Sanders gave or signed off on a variety of explanations, according to the indictment, and it's not clear what he may have conveyed verbally. But it's clear he at least dismissed the locker room tale.

Kosinki sent one explanation, which Sanders agreed with, to Henley's attorney. Kosinski also assured Sotheby's that the musician had “no right” to the documents and requested that potential bidders be kept in the dark about Henley's complaints, the indictment said.

Sotheby's included the lyrics to “Hotel California” in a 2016 auction, but withdrew them after learning their ownership was in question. Sotheby's has not been charged in the case and declined to comment.

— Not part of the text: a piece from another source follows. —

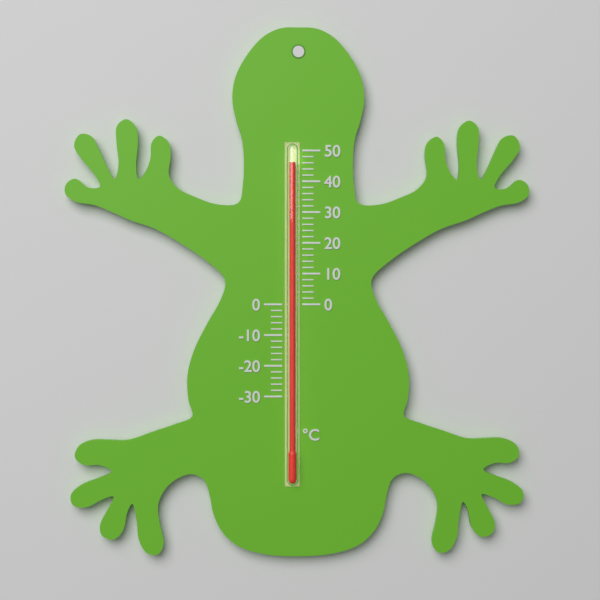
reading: 46 °C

Henley privately purchased some draft lyrics from Gotta Have It! for $8,500 in 2012, when he also began filing police reports, according to court filings.

Defense attorneys allege that Henley found talented prosecutors to take his case rather than pursue a civil suit himself.

The district attorney's office worked closely with Henley's legal team, and one investigator was even eager to obtain backstage passes for an Eagles show — until the district attorney said the idea was “wholly inappropriate,” Kosinki's lawyers said in court papers.

Prosecutors dismissed questions about their motives as a “conspiracy theory, not a legal defense.”

Last year, they wrote in court papers: “It is the defendants, not prosecutors, who are prosecuted.”